The Glory of Bach

A few months ago, I mentioned the Washington Post story where they got Joshua Bell to busk in the Metro. It prompted a blog post about the importance of context, but it also made me realize I miss having music in my life. I actually started listening to the audio of the performance for a few days before I realized I could just buy a few CDs. So I bought a Joshua Bell CD and a Leila Josefowicz CD, but neither of those were quite what I wanted.

I really liked the unaccompanied purity of the pieces Bell performed in the Metro. So I ordered a CD I’d thought about getting for a while, the Bach Unaccompanied Cello Suites performed by Yo-Yo Ma. I had fond memories of these pieces from hearing somebody perform them at the Cafe on Sunday at Burning Man in 2000 – they seemed appropriately peaceful and reflective after the chaos of the Burn. And I was pleased to find that Yo-Yo Ma’s performance of them was as satisfying I had hoped.

I later was at HousingWorks and happened to see the Goldberg Variations by Glenn Gould and bought it since I’d always wanted a copy. And it’s great – I’m listening to it right now. All of the different variations of a simple theme show off Bach’s playful mastery. Okay, I’m also getting the urge to watch Silence of the Lambs as Hannibal Lecter listened to this as well, but that’s a separate issue.

Now that I had works of unaccompanied cello and piano by Bach, I needed to find the equivalent for the violin, my former instrument. I remembered the Bell article mentioning that he had played the Chaconne from the Partita in D Minor, so I looked that up on Amazon and discovered that Bach wrote three unaccompanied sonatas and partitas for violin. After reading various reviews, I settled on the Sonatas and Partitas as performed by Nathan Milstein (although I was tempted by the Heifetz and Perlman performances).

I’m not quite sure why Bach appeals to me so much. I love his work in all of its forms. The St. Matthew’s Passion is one of my favorite choral works, as is the Mass in B Minor. The Bach Double Concerto for violin was the piece I most wanted to learn when I was a kid. But I really like these unaccompanied works. They are almost like a magic trick – there’s nothing up his sleeve, no orchestra to fill in the gaps, and yet this wonderful music keeps pouring out of these seemingly simple setups.

Bach wrote the rules on counterpoint. Literally. In my harmony and counterpoint class in college, our teacher told us that student composers in the centuries after Bach were given his cantatas and motets with notes or chords missing and had to figure out what Bach did, because Bach had constructed his pieces so that there was only one possible solution.

And yet despite working within these rules, Bach always found ways to be inventive and surprising. When sight-reading Bach, I always had to pay attention because the line would be going one way and then take a completely unexpected turn. But after singing it a few times, I would understand the underlying rightness of what he did. If he had continued in the original direction, it would have been boring and saccharine, as evidenced by the chorales in his cantatas that were intended as the Sunday hymns for the masses to sing.

These unaccompanied works are a great example of embracing constraints. One instrument. No accompaniment. Strict rules of counterpoint. No dissonance. No funky rhythms or time signatures. And yet Bach created these wonderfully complex works that continue to resonate for centuries. I’ve been listening to them almost every morning, and I still haven’t gotten to the point where I know what’s coming next, a point which I can reach within a couple listenings of most pop songs. No matter how strict the rules are, there’s room for innovation and creativity and surprising direction.

2 thoughts on “The Glory of Bach

  1. Mmmmm, Bach. Some days I wish I’d kept up my study of pipe organ so that I could’ve learned more of his organ works. Perhaps now would be a good time to visit a music store and pick up somebody else playing Bach instead (playing a lot better than I ever would’ve anyway, no doubt).

  2. Man… I love all of those pieces you cited–Goldberg Variations, Cello Suites, St. Matthew Passion. Next time I’m down in NYC, I’ll see if there’s any Bach MP3s I should add to your collection.

    These unaccompanied works are a great example of embracing constraints. One instrument. No accompaniment. Strict rules of counterpoint.

    Absolutely–I’ve found a great deal of just straight-aesthetic-level appeal for the unaccompanied pieces. For instance, I borrowed my dad’s Bach Transcriptions CD, and the orchestral version of Toccata and Fugue seems completely overwrought, relative to the solo organ version. And a non-Bach example–I have the orchestrated version of Pictures at an Exhibition (Ravel version), and the original piano version (played by Sviatoslav Richter). The orchestral version seems almost like cheating–“I guess this opening promenade needs to sound like a fanfare… time to throw a solo trumpet at the melody line.” In comparison, the solo piano version has the restraint of a charcoal sketch–you can concentrate on the composition that much more, without the layers of colors/instrumentation on top of it.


EXERCISE BRIEF
Return every line from the records below with the string "swatch".

(Entries from a visual dataset)
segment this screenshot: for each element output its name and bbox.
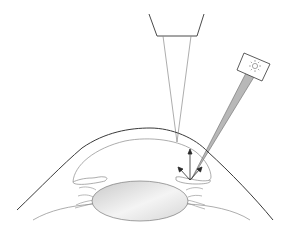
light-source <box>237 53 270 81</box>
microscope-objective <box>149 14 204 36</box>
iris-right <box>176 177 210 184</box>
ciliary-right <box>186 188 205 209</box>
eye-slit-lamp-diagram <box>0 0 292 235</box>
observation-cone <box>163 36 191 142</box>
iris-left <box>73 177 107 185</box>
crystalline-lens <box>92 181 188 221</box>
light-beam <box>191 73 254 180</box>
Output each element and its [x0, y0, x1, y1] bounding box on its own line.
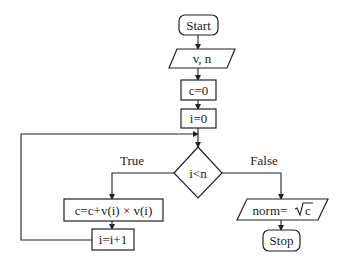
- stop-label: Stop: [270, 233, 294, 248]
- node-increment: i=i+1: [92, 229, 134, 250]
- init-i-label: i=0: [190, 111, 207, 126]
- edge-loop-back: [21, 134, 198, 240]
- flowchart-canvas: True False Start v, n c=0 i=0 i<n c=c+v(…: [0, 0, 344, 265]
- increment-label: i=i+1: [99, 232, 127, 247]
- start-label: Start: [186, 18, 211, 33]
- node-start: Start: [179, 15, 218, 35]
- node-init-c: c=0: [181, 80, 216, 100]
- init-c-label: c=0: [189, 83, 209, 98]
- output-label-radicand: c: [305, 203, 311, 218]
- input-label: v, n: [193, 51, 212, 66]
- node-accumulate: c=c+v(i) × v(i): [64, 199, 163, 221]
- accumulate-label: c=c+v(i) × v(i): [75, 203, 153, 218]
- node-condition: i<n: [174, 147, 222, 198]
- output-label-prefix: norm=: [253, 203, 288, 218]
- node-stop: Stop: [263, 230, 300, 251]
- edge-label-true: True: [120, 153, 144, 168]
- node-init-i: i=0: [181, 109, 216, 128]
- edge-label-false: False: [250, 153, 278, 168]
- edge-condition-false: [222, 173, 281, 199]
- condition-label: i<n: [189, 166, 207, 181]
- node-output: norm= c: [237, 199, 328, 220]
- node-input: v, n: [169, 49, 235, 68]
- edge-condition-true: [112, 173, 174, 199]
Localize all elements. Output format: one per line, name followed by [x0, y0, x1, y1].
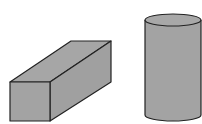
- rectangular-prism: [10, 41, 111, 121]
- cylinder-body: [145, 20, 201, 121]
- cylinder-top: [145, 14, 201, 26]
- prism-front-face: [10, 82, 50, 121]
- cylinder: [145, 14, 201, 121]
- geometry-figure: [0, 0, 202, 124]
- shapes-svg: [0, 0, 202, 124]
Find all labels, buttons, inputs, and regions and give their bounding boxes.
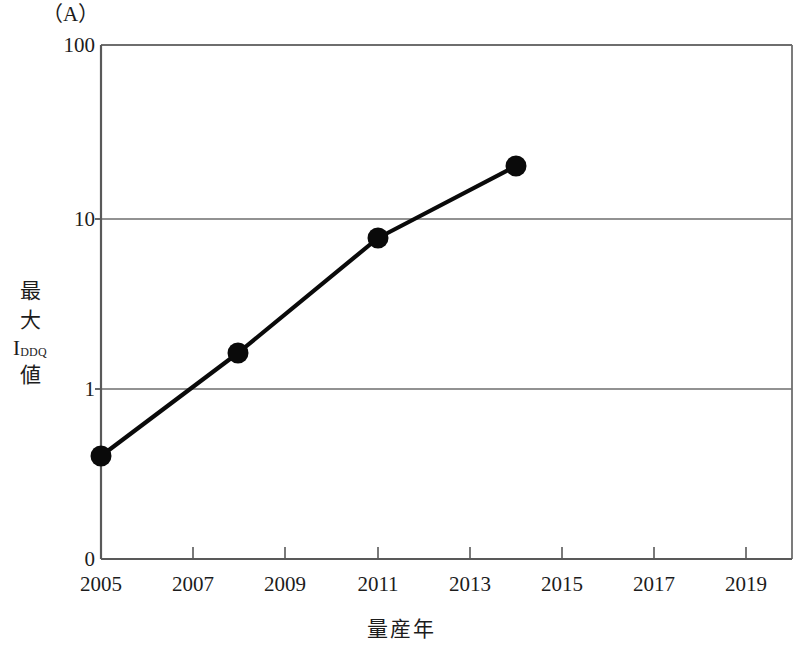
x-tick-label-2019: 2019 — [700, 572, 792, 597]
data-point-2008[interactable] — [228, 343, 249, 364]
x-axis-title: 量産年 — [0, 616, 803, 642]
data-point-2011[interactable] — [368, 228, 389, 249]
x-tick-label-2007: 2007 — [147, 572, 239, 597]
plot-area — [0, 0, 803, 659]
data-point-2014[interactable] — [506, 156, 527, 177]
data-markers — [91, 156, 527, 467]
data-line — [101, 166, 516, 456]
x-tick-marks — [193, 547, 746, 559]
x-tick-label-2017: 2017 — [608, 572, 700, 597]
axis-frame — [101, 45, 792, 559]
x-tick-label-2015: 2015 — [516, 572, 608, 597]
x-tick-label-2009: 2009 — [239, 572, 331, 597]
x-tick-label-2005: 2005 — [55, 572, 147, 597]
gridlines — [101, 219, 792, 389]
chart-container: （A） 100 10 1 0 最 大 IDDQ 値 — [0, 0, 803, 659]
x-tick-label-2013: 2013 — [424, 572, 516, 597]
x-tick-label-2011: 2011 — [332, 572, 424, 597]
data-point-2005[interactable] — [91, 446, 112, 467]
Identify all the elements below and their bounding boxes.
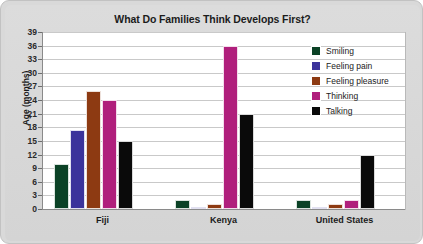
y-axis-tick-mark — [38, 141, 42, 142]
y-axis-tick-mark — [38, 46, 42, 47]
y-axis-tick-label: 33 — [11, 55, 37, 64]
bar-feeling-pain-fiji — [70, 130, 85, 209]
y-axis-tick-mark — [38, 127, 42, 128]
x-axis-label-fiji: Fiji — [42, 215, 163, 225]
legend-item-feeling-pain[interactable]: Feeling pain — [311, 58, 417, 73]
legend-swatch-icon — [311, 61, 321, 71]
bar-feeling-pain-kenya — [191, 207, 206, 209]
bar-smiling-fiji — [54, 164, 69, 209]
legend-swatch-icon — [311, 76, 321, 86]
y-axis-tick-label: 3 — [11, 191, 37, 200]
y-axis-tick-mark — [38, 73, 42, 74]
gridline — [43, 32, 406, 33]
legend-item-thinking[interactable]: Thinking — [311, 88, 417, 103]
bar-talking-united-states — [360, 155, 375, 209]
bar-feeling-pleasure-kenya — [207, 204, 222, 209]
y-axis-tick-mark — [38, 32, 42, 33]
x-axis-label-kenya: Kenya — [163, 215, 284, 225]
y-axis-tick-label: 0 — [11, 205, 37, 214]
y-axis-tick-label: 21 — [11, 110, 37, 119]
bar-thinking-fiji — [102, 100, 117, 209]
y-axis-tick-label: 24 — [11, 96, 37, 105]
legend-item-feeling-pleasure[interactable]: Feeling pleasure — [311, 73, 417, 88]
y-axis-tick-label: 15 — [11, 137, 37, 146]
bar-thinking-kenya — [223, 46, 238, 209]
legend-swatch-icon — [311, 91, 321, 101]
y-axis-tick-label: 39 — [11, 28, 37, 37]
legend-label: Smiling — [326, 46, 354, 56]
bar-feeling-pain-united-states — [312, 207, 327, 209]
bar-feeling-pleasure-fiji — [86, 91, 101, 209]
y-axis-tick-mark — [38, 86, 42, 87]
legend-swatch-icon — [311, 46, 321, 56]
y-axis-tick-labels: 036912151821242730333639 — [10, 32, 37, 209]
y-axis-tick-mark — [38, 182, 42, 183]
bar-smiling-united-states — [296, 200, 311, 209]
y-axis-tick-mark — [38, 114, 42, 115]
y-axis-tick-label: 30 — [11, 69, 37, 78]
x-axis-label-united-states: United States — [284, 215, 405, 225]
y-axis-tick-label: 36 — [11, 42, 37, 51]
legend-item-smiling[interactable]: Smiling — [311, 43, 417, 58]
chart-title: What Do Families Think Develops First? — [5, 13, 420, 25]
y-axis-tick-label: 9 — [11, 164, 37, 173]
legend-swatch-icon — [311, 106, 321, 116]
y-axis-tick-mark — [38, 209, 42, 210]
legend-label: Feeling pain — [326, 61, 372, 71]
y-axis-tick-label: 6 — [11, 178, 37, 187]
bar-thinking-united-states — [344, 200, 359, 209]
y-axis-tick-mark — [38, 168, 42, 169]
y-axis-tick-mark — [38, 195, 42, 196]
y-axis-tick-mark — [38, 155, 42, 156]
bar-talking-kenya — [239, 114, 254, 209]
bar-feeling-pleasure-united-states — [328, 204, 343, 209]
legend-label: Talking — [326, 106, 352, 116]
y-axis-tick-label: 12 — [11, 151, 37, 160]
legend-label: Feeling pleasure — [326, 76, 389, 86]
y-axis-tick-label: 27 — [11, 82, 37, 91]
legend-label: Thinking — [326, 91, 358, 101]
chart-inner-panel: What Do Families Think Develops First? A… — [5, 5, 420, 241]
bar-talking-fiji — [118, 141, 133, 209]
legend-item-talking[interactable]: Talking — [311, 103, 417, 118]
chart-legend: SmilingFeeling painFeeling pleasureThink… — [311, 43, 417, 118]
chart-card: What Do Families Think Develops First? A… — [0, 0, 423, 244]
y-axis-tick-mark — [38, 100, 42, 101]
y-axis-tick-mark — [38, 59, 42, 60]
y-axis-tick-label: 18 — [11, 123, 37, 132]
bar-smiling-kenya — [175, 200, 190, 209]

ANSWER TO THIS TASK
legend-swatch-icon — [311, 61, 321, 71]
legend-swatch-icon — [311, 76, 321, 86]
legend-swatch-icon — [311, 91, 321, 101]
legend-swatch-icon — [311, 46, 321, 56]
legend-swatch-icon — [311, 106, 321, 116]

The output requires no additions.